6. Reduce Payload Size & Serialization Overhead

Why: Large payloads slow down network and serialization.

How:

  • Use System.Text.Json with tuned JsonSerializerOptions.
  • Enable gzip or brotli compression.
  • Paginate large result sets.

7. Minimize Middleware & Pipeline Overhead

Why: Every middleware adds latency.

How:

  • Keep middleware lightweight.
  • Short-circuit early for invalid requests.
  • Use endpoint routing efficiently.

8. Static Content & CDN Offloading

Why: Serving static files from the app wastes CPU cycles.

How:

  • Serve static assets via CDN or reverse proxy.
  • Enable response caching for static resources.

9. Measure, Don’t Guess

Why: Premature optimization wastes effort; real data guides the right fixes.

How:

  • Use BenchmarkDotNet for micro-benchmarks.
  • Monitor latency, throughput, and error rates.
  • Track DORA metrics to measure improvement impact.

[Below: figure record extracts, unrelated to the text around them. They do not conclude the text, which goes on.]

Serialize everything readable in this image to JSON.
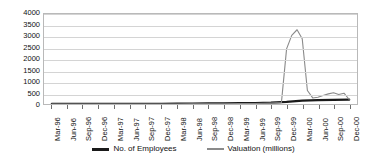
{
  "chart_data": {
    "type": "line",
    "title": "",
    "xlabel": "",
    "ylabel": "",
    "ylim": [
      0,
      4000
    ],
    "y_ticks": [
      "0",
      "500",
      "1000",
      "1500",
      "2000",
      "2500",
      "3000",
      "3500",
      "4000"
    ],
    "grid": true,
    "legend_position": "bottom",
    "categories": [
      "Mar-96",
      "Jun-96",
      "Sep-96",
      "Dec-96",
      "Mar-97",
      "Jun-97",
      "Sep-97",
      "Dec-97",
      "Mar-98",
      "Jun-98",
      "Sep-98",
      "Dec-98",
      "Mar-99",
      "Jun-99",
      "Sep-99",
      "Dec-99",
      "Mar-00",
      "Jun-00",
      "Sep-00",
      "Dec-00"
    ],
    "x_tick_labels": [
      "Mar-96",
      "Jun-96",
      "Sep-96",
      "Dec-96",
      "Mar-97",
      "Jun-97",
      "Sep-97",
      "Dec-97",
      "Mar-98",
      "Jun-98",
      "Sep-98",
      "Dec-98",
      "Mar-99",
      "Jun-99",
      "Sep-99",
      "Dec-99",
      "Mar-00",
      "Jun-00",
      "Sep-00",
      "Dec-00"
    ],
    "series": [
      {
        "name": "No. of Employees",
        "color": "#1a1a1a",
        "width": 2.2,
        "values": [
          2,
          3,
          4,
          5,
          6,
          8,
          10,
          12,
          14,
          20,
          24,
          30,
          38,
          45,
          60,
          95,
          150,
          175,
          185,
          195
        ]
      },
      {
        "name": "Valuation (millions)",
        "color": "#8a8a8a",
        "width": 1.1,
        "values": [
          0,
          0,
          0,
          0,
          0,
          0,
          0,
          0,
          0,
          5,
          8,
          12,
          18,
          25,
          40,
          2700,
          3300,
          290,
          470,
          210
        ]
      }
    ],
    "valuation_detail": {
      "note": "Valuation spikes sharply between Dec-99 and Mar-00 then collapses",
      "x": [
        "Sep-99",
        "Nov-99",
        "Dec-99",
        "Jan-00",
        "Feb-00",
        "Mar-00",
        "Apr-00",
        "May-00",
        "Jun-00",
        "Jul-00",
        "Aug-00",
        "Sep-00",
        "Oct-00",
        "Nov-00",
        "Dec-00"
      ],
      "y": [
        40,
        60,
        2450,
        3050,
        3300,
        2900,
        600,
        270,
        300,
        380,
        450,
        500,
        420,
        480,
        200
      ],
      "peak_value": 3300,
      "peak_label": "Feb-00"
    }
  },
  "legend": {
    "items": [
      {
        "label": "No. of Employees",
        "color": "#1a1a1a",
        "style": "thick"
      },
      {
        "label": "Valuation (millions)",
        "color": "#8a8a8a",
        "style": "thin"
      }
    ]
  }
}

📊 Manager’s Implementation Strategy

  • Baseline First: Run load tests before changes.
  • One Change at a Time: Measure impact per tweak.
  • Automate Checks: Add regression tests in CI.
  • Educate the Team: Share profiling results.
  • Document Patterns: Add performance playbook to wiki.

Operational Notes & Checklist

  • Run periodic load tests mirroring production traffic.
  • Track p95/p99 latency, not just averages.
  • Set SLOs and error budgets for key endpoints.
  • Quarterly reviews to retire outdated patterns.
  • Maintain rollback playbooks for regressions.

Manager’s Tip: Automate measurement, improve incrementally, and treat performance as a product requirement.